Since TikTok came on the scene in 2016, it has become increasingly popular and home to many viral challenges. Unfortunately, some of these challenges have been dangerous and users have been hurt as a result of attempting to complete them.

Others have inflicted self-imposed harm on themselves in an attempt to garner likes and views. Though they succeeded in going viral, some of the people in the most popular cases now say it was not worth the cost.

In 2021, Tessica Brown ended up hospitalized after she uploaded a video of herself sharing she was having trouble removing Gorilla Glue from her hair. She’d used the strong adhesive after running out of her regular hair glue and eventually had to go to a renowned Black doctor in Los Angeles to get it removed after her local hospital and personal attempts failed.

She also said she experienced everything from being inundated with hateful comments to her daughter getting bullied at school over her ordeal.

In April, 16-year-old Mason Dark severely burned nearly 80 percent of his body while attempting to do a spray-paint challenge for TikTok with his friends. A well-liked football player, his mother described him as “unrecognizable”, and doctors said he would have a months-long recovery.

He cautioned others not to follow in his footsteps. “Don’t do stupid things. Don’t try new things. Don’t try to be different and make and impact and try to go viral,” Dark warned in a May interview with ABC11.

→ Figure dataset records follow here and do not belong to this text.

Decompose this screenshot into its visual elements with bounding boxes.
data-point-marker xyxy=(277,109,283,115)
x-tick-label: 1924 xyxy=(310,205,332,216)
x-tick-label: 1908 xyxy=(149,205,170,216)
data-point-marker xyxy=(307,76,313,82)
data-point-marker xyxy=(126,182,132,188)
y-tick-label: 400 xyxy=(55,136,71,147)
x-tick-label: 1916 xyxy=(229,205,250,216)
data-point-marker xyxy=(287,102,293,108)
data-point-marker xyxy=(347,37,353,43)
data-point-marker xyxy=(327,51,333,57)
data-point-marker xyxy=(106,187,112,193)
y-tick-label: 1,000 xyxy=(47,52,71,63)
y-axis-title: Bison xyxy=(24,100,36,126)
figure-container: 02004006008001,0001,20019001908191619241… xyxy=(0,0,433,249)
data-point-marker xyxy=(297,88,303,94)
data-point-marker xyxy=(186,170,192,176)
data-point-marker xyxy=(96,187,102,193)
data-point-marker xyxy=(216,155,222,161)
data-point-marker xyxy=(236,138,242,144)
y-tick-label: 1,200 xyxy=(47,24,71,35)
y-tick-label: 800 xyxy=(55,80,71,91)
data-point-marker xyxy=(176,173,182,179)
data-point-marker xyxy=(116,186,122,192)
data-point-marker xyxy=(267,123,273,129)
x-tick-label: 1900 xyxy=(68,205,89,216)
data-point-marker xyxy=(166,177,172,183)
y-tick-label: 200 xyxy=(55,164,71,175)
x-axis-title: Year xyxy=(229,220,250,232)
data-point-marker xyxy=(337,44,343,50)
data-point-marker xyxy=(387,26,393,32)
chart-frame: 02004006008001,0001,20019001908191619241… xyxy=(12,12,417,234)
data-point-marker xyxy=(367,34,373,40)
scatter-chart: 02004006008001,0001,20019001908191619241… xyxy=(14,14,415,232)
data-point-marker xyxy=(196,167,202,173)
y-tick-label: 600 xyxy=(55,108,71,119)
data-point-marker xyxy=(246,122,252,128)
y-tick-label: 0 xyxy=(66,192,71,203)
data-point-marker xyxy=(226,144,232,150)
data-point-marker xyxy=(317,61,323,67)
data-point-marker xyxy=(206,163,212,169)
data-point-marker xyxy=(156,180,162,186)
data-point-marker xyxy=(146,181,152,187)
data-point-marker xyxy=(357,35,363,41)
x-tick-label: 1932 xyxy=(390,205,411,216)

Currently, there’s NyQuil Chicken Challenge trending, which includes pouring the medicine over chicken and consuming it. The Food and Drug Administration has warned against it.

Other challenges have included encouraging users to steal and wreck cars, lick ice cream in supermarkets and put the containers back for unsuspecting shoppers, walk across milk crates and even hang themselves.

The latter, dubbed the Blackout Challenge, took the life of 9-year-old Arriani Arroyo in February 2021. Her younger brother said they’d been playing a game like they saw on TikTok.

These are just a handful of examples, but there are more. Yet people continue to record themselves doing dangerous things in hope of achieving TikTok fame. One TikTok user even named their account “my 15 minutes of fame I want it.”

Aside from the physical dangers, experts have warned the addiction to TikTok fame can also harm users emotionally, with children being particularly vulnerable.

“We’ve had cases of child stars in different eras and different times. But this is a more enhanced and hyper version of that,” Dr. Ciarán Mc Mahon, the author of “The Psychology of Social Media,” told Insider. “I don’t know how that will work out, but history would suggest that it’s not going to be pretty.” 

Psychologist Dr. Pamela Rutledge echoed that sentiment, noting since cognitive judgment skills that allow us to make rational decisions are not fully developed before 25, the effects on kids are even more harmful. “Everyone wants to be famous. But in fact, for most of us, that’s not the real world,” Rutledge said.

This evidence suggests that either some TikTok users don’t know or don’t care about the dangers chasing social media fame pose. Therefore, it is incumbent upon those who do to raise awareness to try and prevent tragedies like the ones detailed above.

Again, there is the question: Is 15 minutes of TikTok fame worth risking your life? We’d say the answer is a resounding “No!”